Tom Hennen (born 1942, Morris, Minnesota) is an American poet. He grew up on a farm in rural Minnesota and in the early 1960s hitchhiked to California and back several times. During this transient period he met Jack Kerouac outside Seattle Washington and worked at a mob-owned restaurant in San Jose as a dishwasher. In 1965 he began work back in Minnesota as a letterpress and offset printer. Switching careers, he then worked for the Minnesota Department of Natural Resources wildlife section in the 1970s and later as a wildlife technician at the Sand Lake National Wildlife Refuge in South Dakota. He is now retired.
In 1972 he helped found the Minnesota Writers’ Publishing House (MWPH), a publishing cooperative, backed by Robert and Carol Bly, established to highlight Midwestern literature. For many years, Hennen operated the MWPH press in his garage. During the Vietnam Conflict he published anti-war literature which got him blacklisted in his small, conservative home town.

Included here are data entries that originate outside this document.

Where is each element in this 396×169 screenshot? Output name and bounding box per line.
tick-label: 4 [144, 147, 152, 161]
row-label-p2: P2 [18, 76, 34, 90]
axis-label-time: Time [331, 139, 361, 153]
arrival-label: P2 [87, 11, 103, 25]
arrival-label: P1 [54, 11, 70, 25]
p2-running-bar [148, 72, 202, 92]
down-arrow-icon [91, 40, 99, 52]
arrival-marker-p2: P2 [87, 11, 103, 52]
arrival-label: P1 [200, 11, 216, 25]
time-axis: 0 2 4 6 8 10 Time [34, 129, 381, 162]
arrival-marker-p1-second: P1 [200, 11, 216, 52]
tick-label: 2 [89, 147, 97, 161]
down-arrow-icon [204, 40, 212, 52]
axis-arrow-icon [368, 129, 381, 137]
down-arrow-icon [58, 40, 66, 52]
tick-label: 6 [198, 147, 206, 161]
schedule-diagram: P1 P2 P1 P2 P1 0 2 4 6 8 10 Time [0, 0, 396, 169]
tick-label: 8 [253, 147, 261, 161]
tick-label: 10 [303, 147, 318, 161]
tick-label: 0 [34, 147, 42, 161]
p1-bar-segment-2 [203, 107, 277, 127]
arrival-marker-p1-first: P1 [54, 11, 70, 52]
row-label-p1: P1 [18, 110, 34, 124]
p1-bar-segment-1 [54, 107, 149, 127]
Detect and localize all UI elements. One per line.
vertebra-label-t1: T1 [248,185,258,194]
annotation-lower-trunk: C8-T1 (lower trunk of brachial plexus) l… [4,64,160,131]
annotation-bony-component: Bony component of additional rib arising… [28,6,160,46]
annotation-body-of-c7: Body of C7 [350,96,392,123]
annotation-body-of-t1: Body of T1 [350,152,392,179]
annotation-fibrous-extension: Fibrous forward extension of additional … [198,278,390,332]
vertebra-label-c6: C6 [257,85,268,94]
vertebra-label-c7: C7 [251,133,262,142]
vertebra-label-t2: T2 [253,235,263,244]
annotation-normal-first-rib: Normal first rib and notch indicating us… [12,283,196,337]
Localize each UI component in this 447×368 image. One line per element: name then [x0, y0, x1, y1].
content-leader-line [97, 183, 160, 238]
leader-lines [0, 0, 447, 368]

Hennen’s poetry appears in Garrison Keillor’s anthology Good Poems, and he has been further honored by the presentation of Bachelor Farmer Lifetime Achievement Award in the Arts.
Hennen belongs to a cohort of Minnesota poets strongly influenced by Robert Bly, Louis Jenkins and Bill Holm (poet). He is a poet of the landscape—in the words of Bly, his poems have an “ability to bring immense amounts of space, often uninhabited space, into his mind and so into the whole poem.” This yearning to describe the feeling of space has led to his extensive use of the prose poem, where he has found room to “move freely within the rectangular tract of the paragraph.”
Hennen’s most recent book, Darkness Sticks to Everything: Collected and New Poems was published in 2013 by Copper Canyon Press. Novelist and poet Jim Harrison introduces the volume, calling Hennen “a genius of the common touch.” Dana Jennings writes in the New York Times, "It's hard to believe that this American master - and I don't use those words lightly - has been hidden right under our noses for decades."